High Tech Institute
High Tech Institute
Volume: 2023
Issue: 6
Date: 29 September 2023
Volume: 2023
Issue: 6
Date: 29 September 2023

“The Netherlands needs to conquer more key positions in value chains”

To maintain the Dutch high-tech and manufacturing industry’s earning power and to be resilient in rough geopolitical seas, the Netherlands needs more companies that the rest of the world cannot ignore, argues TNO executive Arnaud de Jong.
Paul van Gerven

Photondelta (471 million euros), Nxtgen Hightech (450 million euros), Quantum Delta NL (615 million euros) and several other projects: The Netherlands is investing heavily in the high-tech industry through the National Growth Fund. But by 2025 all the money will have been distributed and by 2030 it will have run out. That’s ill-advised, says Arnaud de Jong, managing director of TNO High Tech Industry. He argues for a permanent successor to the Growth Fund. “It would be a shame if our investments boil dry.”

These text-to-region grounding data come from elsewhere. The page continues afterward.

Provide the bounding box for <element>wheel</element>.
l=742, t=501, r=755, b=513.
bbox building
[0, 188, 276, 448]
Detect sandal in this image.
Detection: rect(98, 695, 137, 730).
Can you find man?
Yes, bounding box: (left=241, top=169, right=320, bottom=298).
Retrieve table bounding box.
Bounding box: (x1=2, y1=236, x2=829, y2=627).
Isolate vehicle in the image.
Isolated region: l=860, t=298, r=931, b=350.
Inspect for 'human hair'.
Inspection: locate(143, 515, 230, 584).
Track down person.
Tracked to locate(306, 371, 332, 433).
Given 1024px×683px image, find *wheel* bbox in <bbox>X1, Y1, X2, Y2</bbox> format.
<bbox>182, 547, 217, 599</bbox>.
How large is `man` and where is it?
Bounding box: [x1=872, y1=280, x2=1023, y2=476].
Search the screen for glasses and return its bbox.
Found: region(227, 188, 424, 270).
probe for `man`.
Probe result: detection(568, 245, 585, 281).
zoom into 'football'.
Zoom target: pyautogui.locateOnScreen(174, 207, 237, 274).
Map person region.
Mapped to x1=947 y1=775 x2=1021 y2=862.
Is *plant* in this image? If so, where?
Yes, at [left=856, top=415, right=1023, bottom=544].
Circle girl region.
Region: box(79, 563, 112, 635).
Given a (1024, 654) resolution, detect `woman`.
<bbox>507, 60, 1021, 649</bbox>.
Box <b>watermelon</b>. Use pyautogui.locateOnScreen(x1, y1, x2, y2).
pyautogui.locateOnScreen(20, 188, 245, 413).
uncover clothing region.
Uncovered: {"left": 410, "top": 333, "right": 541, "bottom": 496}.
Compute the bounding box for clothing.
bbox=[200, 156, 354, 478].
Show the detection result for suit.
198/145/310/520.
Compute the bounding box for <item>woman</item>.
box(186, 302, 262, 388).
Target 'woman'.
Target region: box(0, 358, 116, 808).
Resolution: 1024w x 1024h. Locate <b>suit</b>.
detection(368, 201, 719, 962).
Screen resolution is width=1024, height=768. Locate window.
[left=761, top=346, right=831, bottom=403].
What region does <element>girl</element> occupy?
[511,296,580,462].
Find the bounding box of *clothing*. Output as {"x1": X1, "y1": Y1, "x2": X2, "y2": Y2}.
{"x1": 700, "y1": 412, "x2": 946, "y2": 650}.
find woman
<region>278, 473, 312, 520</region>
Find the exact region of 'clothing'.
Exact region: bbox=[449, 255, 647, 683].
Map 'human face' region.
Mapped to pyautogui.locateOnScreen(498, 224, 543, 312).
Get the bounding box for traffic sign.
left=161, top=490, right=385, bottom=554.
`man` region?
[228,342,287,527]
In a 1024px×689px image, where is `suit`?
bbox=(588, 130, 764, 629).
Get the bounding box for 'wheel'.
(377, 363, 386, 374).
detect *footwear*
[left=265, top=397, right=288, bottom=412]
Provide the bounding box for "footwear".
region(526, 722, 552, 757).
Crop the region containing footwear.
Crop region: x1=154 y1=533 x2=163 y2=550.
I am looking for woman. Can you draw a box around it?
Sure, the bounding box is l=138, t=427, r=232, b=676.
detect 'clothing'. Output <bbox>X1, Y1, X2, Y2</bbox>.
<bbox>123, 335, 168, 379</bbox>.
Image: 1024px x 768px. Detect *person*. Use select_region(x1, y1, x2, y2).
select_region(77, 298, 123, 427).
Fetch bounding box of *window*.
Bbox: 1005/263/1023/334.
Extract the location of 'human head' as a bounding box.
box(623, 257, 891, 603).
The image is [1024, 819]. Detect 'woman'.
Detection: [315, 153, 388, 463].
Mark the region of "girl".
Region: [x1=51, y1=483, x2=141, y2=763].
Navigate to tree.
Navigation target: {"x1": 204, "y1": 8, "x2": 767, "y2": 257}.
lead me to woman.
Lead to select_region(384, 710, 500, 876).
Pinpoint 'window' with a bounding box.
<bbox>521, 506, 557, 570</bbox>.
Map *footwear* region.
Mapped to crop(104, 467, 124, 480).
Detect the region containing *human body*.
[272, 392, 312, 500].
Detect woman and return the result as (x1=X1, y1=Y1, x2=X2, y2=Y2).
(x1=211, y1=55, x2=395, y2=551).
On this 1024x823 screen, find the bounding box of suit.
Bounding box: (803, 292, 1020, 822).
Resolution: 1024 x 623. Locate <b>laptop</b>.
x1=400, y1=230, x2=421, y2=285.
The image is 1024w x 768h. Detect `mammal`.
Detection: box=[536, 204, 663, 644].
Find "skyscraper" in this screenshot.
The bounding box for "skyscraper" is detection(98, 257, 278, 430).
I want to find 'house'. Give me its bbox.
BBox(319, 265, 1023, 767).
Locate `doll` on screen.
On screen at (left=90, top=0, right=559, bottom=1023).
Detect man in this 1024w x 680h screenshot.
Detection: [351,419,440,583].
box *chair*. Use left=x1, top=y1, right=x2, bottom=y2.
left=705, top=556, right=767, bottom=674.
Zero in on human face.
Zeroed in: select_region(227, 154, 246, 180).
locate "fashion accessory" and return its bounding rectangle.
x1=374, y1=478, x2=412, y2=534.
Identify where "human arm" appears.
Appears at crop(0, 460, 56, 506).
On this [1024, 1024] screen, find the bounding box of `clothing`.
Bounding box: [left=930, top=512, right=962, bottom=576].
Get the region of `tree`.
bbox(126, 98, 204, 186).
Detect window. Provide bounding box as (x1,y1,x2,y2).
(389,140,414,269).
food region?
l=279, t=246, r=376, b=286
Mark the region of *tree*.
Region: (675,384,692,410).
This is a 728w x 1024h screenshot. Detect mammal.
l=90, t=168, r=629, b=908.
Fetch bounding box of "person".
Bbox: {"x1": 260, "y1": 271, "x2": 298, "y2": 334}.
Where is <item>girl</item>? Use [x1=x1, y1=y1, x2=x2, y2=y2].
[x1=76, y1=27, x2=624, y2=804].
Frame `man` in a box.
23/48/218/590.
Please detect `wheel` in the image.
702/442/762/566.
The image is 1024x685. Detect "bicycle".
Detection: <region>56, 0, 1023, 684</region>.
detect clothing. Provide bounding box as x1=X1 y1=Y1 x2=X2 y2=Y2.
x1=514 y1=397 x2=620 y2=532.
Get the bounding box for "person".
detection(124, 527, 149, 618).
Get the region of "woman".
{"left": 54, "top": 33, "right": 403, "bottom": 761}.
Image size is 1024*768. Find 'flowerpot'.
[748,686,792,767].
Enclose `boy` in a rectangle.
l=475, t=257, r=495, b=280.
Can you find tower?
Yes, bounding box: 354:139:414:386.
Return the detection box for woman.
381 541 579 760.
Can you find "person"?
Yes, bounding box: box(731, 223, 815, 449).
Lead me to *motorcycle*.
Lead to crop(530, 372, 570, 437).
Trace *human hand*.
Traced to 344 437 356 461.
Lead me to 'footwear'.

“In the Netherlands, we generally focus on high-complexity. That kind of technology thrives on long-term investment. If you start something new every five years, very little will get off the ground. ASML would not exist today. The Brainport region relies to a large extent on technology that has been invested in year in and year out: mechatronics, optics, thin film technology, semiconductors, you name it,” says De Jong.

The research underlying existing and emerging Dutch specialties such as integrated photonics and quantum technology deserves ongoing government support, TNO argues in a white paper. This structural funding mechanism must go hand in hand with a National High-Tech Strategy (NHS) to tie in with key trends such as sustainability and fragmentation of global markets.

Based on discussions with entrepreneurs, experts and policy makers, TNO expects that by 2040 the Dutch high-tech sector will generate more than half of its revenue in new value chains. “Every company has to ask itself: what do I have to do to still exist in ten, twenty years? What are my opportunities and what are threats?” says De Jong. A long-term strategy supported by knowledge institutions and government will help companies to make the necessary course changes. “The value chains that we currently focus on are going to change, and new ones are emerging.”

Arnaud de Jong, managing director TNO High Tech Industry. Credit: TNO

Teeth

The NHS serves not only economic but national-strategic interests as well. “To be strong, our country needs to occupy a key position in several value chains. We must have the ambition to produce a handful of new ASMLs. By that I don’t necessarily mean companies the size of ASML, but companies that no company or country can ignore in a particular industry.” In other words, with companies like ASML, others will need to depend on us, just as we might depend on them for other technologies. This mutual dependence is healthy.

But why subsidies? Why not simply increase the R&D tax incentives and let the market do the rest. “Those tax incentives are extremely useful, but I am convinced those won’t help create future control points in value chains. These require long-term investments that most companies can’t make on their own.”

“As for market forces, don’t forget that companies also have skin in the game. Half of the funding for Growth Fund projects comes from the participants themselves. In a country like the Netherlands, where subsidies are heavily scrutinized, I am not afraid of money endlessly being pumped unnecessarily into projects that don’t work out. Failure is and should be an option: not everything we sink our teeth into will turn to gold.”